Which brings me back to a problem called Maria. While there’s a fair amount of film-fan material in downtown Salzburg, there’s even more in the surrounding landscape. So I joined Panorama Tours’ Original Sound of Music Tour, which departs every morning from Mirabellplatz, just up the road from Mirabell Palace and Gardens. The coach, decorated with the famous image of a suitcase-waving Julie Andrews fleeing over the hills, filled up with the most diverse collection of people you’d ever expect to climb aboard a wheeled vehicle — outside of an airport, that is. There were all manner of Europeans — from as far apart as Stockholm and Istanbul — along with Asians, Americans, Canadians and Brits of all ages and sizes.

Peter, our guide, was himself international in origin, being half-Austrian, half-American, and he laced his commentary with good humor, liberally sprinkled with cheesy jokes and camp re-enactments of bits of the movie, with him playing all the parts. The level of irony was perfect for someone like me, who doesn’t like to admit that Edelweiss makes me watery-eyed, although Peter acknowledged the occasional hardcore fan can sometimes find his lack of reverence a bit hard to stomach.

The coach started by circling the city, with Peter telling us the inside story of what Maria was actually like in real life, and how the Captain was far from being the stern character portrayed in the movie, and how the family finally settled in Vermont, where Maria wrote up the story of the Von Trapp family singers.

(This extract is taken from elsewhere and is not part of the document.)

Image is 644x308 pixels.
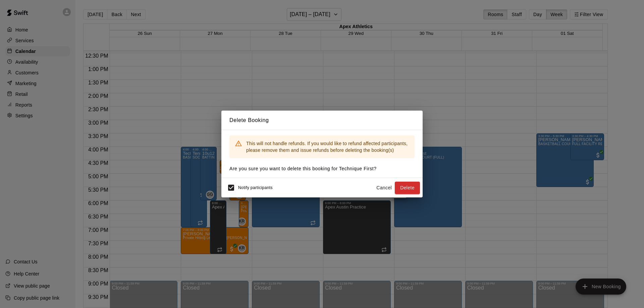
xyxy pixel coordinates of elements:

The movie, of course, takes some liberties with the truth. And as if to demonstrate this, Peter showed us how the director cut corners when sewing scenes together, matching the front view of the Von Trapp villa with the back garden of a different villa. We stop at the lake where the rowing boat overturned, to great hilarity, at Schloss Leopoldskron palace and the recreated glass summerhouse at Hellbrunn Palace, where love-struck Liesl sings “I am 16…”

And then we set off into the mountains, through meadows and alpine valleys, with the movie’s soundtrack to keep us in the mood. “If you feel like singing, just let it all out. Remember,” encouraged Peter, “you’ll never see these people again.” And some did. A Turkish lady sitting behind me could hardly speak any English, but her rendition of My Favorite Things was word-perfect.

Schafberg mountain, Salzburg

Key stops were the lake of Wolfgangsee, and the placid Mondsee, with its small namesake town, in whose grand baroque church Maria and the Captain were married in the movie. All that was missing was a lonely goatherd or two.

Soon it was time to return to the city, and for our final inhibition-free, full-throated rendition of Edelweiss as we re-entered Salzburg. Just before we disembarked, Peter told us one of his tackiest Sound of Music jokes: “Why did it take so long to make the film? Because in those days you couldn’t get a Plummer on Saturdays.”